Texas music lovers hold ZZ Top especially dear. After 50 years, Billy Gibbons, Dusty Hill, and Frank Beard feel more like friends than rock icons.
Here at The Wittliff Collections, we love ’em, too.
The new Netflix documentary “ZZ Top: That Little Ol’ Band From Texas” sent lead archivist Katie Salzmann digging a little deeper into the band’s past, inspired by the scene where Gibbons describes opening for Jimi Hendrix with his band the Moving Sidewalks in the late 1960s.
Pieces of that first band’s legacy can be found in Austin record collector Doug Hanners’ archives, as well as in Sam Kinsey’s preserved Teen Canteen collection – old publicity photos and canceled checks.
It’s notable that the legendary guitarist and legendary guitarist-to-be forged a friendship, maybe because the Moving Sidewalks were kooky enough to play Hendrix hits “Foxy Lady” and “Purple Haze” in their opening set. In today’s vernacular: Awkward!
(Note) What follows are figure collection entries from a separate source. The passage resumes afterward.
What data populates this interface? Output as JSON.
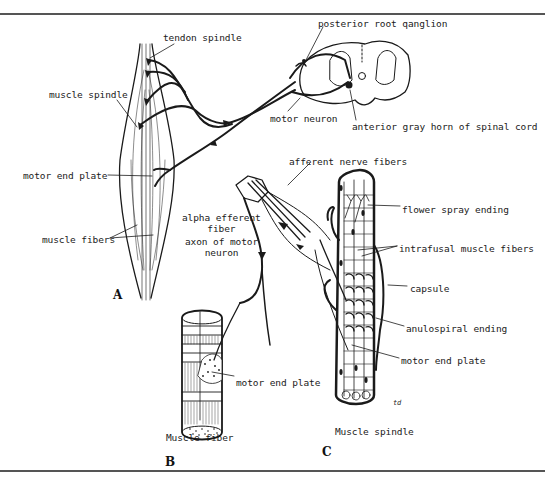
{
  "figure": {
    "rule_color": "#555555",
    "ink_color": "#1a1a1a",
    "panels": [
      {
        "id": "A",
        "label": "A",
        "x": 113,
        "y": 288
      },
      {
        "id": "B",
        "label": "B",
        "x": 165,
        "y": 455
      },
      {
        "id": "C",
        "label": "C",
        "x": 322,
        "y": 445
      }
    ],
    "labels": {
      "tendon_spindle": {
        "text": "tendon spindle",
        "x": 163,
        "y": 32
      },
      "muscle_spindle": {
        "text": "muscle spindle",
        "x": 49,
        "y": 89
      },
      "motor_end_plate_a": {
        "text": "motor end plate",
        "x": 23,
        "y": 170
      },
      "muscle_fibers": {
        "text": "muscle fibers",
        "x": 42,
        "y": 234
      },
      "posterior_root_ganglion": {
        "text": "posterior root qanglion",
        "x": 318,
        "y": 18
      },
      "motor_neuron": {
        "text": "motor neuron",
        "x": 270,
        "y": 113
      },
      "anterior_gray_horn": {
        "text": "anterior gray horn of spinal cord",
        "x": 352,
        "y": 121
      },
      "afferent_nerve_fibers": {
        "text": "afferent nerve fibers",
        "x": 289,
        "y": 156
      },
      "alpha_efferent_fiber": {
        "text": "alpha efferent\nfiber",
        "x": 182,
        "y": 212
      },
      "axon_of_motor_neuron": {
        "text": "axon of motor\nneuron",
        "x": 185,
        "y": 236
      },
      "flower_spray_ending": {
        "text": "flower spray ending",
        "x": 402,
        "y": 204
      },
      "intrafusal_muscle_fibers": {
        "text": "intrafusal muscle fibers",
        "x": 399,
        "y": 243
      },
      "capsule": {
        "text": "capsule",
        "x": 410,
        "y": 283
      },
      "anulospiral_ending": {
        "text": "anulospiral ending",
        "x": 406,
        "y": 323
      },
      "motor_end_plate_c": {
        "text": "motor end plate",
        "x": 401,
        "y": 355
      },
      "motor_end_plate_b": {
        "text": "motor end plate",
        "x": 236,
        "y": 377
      },
      "muscle_spindle_caption": {
        "text": "Muscle spindle",
        "x": 335,
        "y": 426
      },
      "muscle_fiber_caption": {
        "text": "Muscle fiber",
        "x": 166,
        "y": 432
      },
      "artist_initials": {
        "text": "td",
        "x": 393,
        "y": 398
      }
    }
  }
}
The Moving Sidewalks hailed from Houston and included Gibbons, bassist Don Summers, drummer Dan Mitchell, and organist Tom Moore. Hailed as early psychedelic rockers, the Moving Sidewalks combined elements of Paul Revere & the Raiders’ “Just Like Me,” the Young Rascals’ “In the Midnight Hour” and the Seeds’ “Pushin’ Too Hard.” It’s reflected in its most famous single, “99th Floor.”
San Antonio musicians and Hendrix fans Marius Perron and Steve Owens were in the audience at Municipal Auditorium in San Antonio on February 15, 1968, when the Moving Sidewalks committed its famous faux pas. It was the first date of a handful of opening act gigs in Texas on that tour.
Perron, a Grammy-winning recording engineer these days, still recalls turning to his younger brother as the Moving Sidewalks began playing the Hendrix songs “way too fast.”
“Those guys are such (bleep),” said Perron with a chuckle, recounting what he told his brother in the din.
“It was such a mistake to do that. Billy Gibbons hadn’t developed his badass persona. He was wearing glasses and dancing around.”
At another show, Perron made a bootleg recording of the Moving Sidewalks at Kinsey’s Teen Canteen club with a Montgomery Ward tape recorder. He still has the distorted audio artifact.
Owens said the Moving Sidewalks reminded him of the Seeds. He’s a huge Gibbons fan but admits he wasn’t too impressed with him then.
“He just got so good later on. It’s like Robert Johnson’s deal with the devil.”
Gibbons has often recounted how Hendrix stood in the wings with a grin on his face watching the group butcher his songs and what he told Gibbons afterward: “I like you. You’ve got a lot of nerve.”